Wednesday 28 April 2010

Senate draws a Blank

There was no meeting of minds at Tuesday's US Senate grilling of Goldman Sachs CEO Lloyd Blankfein and his colleagues. The Senators seemed more concerned with criticising Goldman's overall trading practices than with proving specific wrongdoing in the now-infamous Abacus transaction. Although Blankfein's air of injured innocence was a bit much, I found myself agreeing with him just a little bit more than I expected.

Let's home in on the real issues by looking at how bond/fixed income businesses work. We can start with trading in an existing bond issue. If a dealer sells a bond from its inventory to a client, there's a clear implication that the two parties to the transaction have differing views as to the value of that bond. Obviously enough, the buyer thinks it's going to be worth more than the seller (the dealer) does. Provided the sides are more or less equal in status (i.e. as long as Goldman isn't selling bonds to your grandmother), even the senators seemed to accept that this is perfectly reasonable business, though one or two of them did seem to waver a bit.

Now consider a "new" bond issue -- a corporate borrower, or a CDO, or whatever. When the dealer agrees to raise funds for a borrower, it usually "underwrites" the deal. This in effect means that it writes a cheque to the borrower for the amount of the bond issue, taking on the risk that the bonds won't be sold. If the market moves against it, the dealer may lose money before it manages to sell the bonds. To protect itself, a dealer will normally hedge its position by "going short" (i.e. selling) an equivalent amount of an existing bond issue. In the US, this would normally entail selling US government bonds. As the new issue bonds are sold, the dealer then progressively unwinds the hedge by buying back the bonds it shorted. Note (and this is crucial in examining Goldman's behaviour) that this is only supposed to protect the dealer against movements in the underlying bond market. If the new issue has been wrongly priced and can't be sold, the dealer may still end up taking a loss.

Much of the Senate questioning focused on this issue of hedging. Blankfein argued that it was normal practice, as indeed it is. The senators accused Blankfein of keeping its "short" positions in place even after it had sold its new issues, which means in effect that it was betting that the bonds it had just sold would decline in value. Blankfein's response was that it designed and marketed securities that would allow its clients to "express" their views of the market. As long as the securities were accurately described to the clients, it should really be of no interest to the clients whether Goldman shared their market view, and hence Goldman had no duty to disclose whether it was betting the other way, by not unwinding its short.

The senators had a lot of trouble with this, but as long as we are talking about trades with institutional buyers, I think Blankfein's position is defensible. But that's only true if we are talking about overall market movements, which a traditional hedge is intended to protect against. The serious accusation now levelled against Goldman by the SEC, which the senators kept losing sight of in my view, is that its short positions were not simply hedges: they were outright bets against securities that had been designed to fail.

The essence of the SEC's Abacus case, named after a particular housing-related security dreamt up by Goldman, is that it stacked the deck. Allegedly, a well-known short seller, John Paulson, was allowed to influence the selection of mortgages that went into the pool of assets that lay behind the Abacus securities. Paulson then slapped on a very large short position against the new issue, by using credit default swaps (CDS) rather than by selling US treasuries, and duly cleaned up when the Abacus deal entirely predictably went into the tank. The accusation against Goldman, which the company of course denies, is that it did not properly disclose the role of Paulson to the Abacus buyers.

The use of CDS is quite different from the standard practice of hedging a new issue by shorting bonds. CDS are a bet against a specific issue, not simply a form of insurance against movements in the underlying market. By failing to keep that distinction clear, the senators made things rather easier for Blankfein than they might otherwise have been. I wouldn't say they failed to lay a glove on him, but by and large he was a lot calmer and more cogent than his accusers. The SEC may, of course, be a rather tougher opponent when its case comes to trial.

And while all this was going on....hedge funds and other short sellers have potentially turned Greece's debt problems into a full-blown sovereign debt crisis and are getting ready to do the same to Portugal; the ever-alert ratings agency S & P has reduced Greece's debt to junk status; and the Republicans, egged on by Wall Street lobbyists, are stalling President Obama's plans for financial sector reform. We seem to have forgotten nothing of the recent credit crunch, but sadly we haven't learned anything either.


* _TASK BRIEF_
Check every line below for the word "pixels" and give only the number of lines where it appears.

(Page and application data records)
◆ ◆ ◆ ◆ ◆

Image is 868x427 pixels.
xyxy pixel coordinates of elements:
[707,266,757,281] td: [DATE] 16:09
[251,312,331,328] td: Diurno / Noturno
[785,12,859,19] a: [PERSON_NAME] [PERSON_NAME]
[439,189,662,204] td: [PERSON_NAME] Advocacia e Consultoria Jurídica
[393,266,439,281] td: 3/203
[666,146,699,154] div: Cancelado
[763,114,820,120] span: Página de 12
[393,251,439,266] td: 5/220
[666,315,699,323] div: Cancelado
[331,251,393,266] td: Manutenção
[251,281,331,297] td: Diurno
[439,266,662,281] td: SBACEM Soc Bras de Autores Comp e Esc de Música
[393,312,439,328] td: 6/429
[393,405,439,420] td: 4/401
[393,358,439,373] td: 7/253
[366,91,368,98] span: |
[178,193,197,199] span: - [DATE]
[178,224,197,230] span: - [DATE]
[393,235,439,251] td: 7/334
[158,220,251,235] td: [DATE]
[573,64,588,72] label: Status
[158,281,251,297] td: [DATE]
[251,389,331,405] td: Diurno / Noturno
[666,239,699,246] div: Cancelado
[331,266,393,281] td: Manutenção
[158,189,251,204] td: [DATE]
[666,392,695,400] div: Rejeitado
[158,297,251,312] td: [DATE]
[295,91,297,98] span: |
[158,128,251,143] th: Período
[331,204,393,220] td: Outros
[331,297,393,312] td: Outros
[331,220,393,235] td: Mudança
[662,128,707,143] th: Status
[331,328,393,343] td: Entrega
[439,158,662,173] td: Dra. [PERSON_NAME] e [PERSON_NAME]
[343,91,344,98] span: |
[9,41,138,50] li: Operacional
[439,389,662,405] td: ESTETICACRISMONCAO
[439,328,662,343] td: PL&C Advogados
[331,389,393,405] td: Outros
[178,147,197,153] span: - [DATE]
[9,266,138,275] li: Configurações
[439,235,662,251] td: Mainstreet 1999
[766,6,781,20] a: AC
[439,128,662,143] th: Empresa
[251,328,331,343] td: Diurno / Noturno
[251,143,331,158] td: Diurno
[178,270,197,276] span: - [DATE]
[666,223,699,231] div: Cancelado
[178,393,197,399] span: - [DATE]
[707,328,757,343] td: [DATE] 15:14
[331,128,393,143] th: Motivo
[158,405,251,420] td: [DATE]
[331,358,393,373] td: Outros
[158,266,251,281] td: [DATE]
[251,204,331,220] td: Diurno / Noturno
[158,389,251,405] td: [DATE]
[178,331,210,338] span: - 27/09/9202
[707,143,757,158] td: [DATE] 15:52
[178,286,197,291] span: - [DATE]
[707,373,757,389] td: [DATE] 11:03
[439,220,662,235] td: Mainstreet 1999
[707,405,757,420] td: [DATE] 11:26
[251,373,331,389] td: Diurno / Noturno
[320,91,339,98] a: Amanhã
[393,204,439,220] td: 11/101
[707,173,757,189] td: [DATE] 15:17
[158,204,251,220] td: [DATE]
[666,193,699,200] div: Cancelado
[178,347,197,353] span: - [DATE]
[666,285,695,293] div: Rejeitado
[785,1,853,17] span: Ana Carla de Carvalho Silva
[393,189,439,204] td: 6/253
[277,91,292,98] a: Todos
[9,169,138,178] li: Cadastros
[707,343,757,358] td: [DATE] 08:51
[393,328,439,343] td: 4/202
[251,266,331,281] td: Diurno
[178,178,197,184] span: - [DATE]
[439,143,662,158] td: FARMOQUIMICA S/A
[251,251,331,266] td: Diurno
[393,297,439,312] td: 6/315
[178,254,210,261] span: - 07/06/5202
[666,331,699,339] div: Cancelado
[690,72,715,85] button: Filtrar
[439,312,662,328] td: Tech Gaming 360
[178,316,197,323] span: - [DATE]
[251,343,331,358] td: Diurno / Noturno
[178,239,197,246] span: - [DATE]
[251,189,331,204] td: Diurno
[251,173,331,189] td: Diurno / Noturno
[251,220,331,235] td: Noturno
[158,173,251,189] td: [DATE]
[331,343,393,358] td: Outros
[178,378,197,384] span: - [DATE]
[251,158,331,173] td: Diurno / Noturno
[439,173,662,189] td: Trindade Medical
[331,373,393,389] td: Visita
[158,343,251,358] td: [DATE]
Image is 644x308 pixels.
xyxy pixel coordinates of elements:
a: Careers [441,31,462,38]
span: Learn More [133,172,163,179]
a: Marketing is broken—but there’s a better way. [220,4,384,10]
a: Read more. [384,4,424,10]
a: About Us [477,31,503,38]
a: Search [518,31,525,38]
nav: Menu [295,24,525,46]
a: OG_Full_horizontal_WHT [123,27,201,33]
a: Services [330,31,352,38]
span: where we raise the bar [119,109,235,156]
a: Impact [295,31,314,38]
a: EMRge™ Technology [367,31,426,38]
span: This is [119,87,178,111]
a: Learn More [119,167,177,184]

◆ ◆ ◆ ◆ ◆

* _RESULT FOR THIS EXERCISE_
2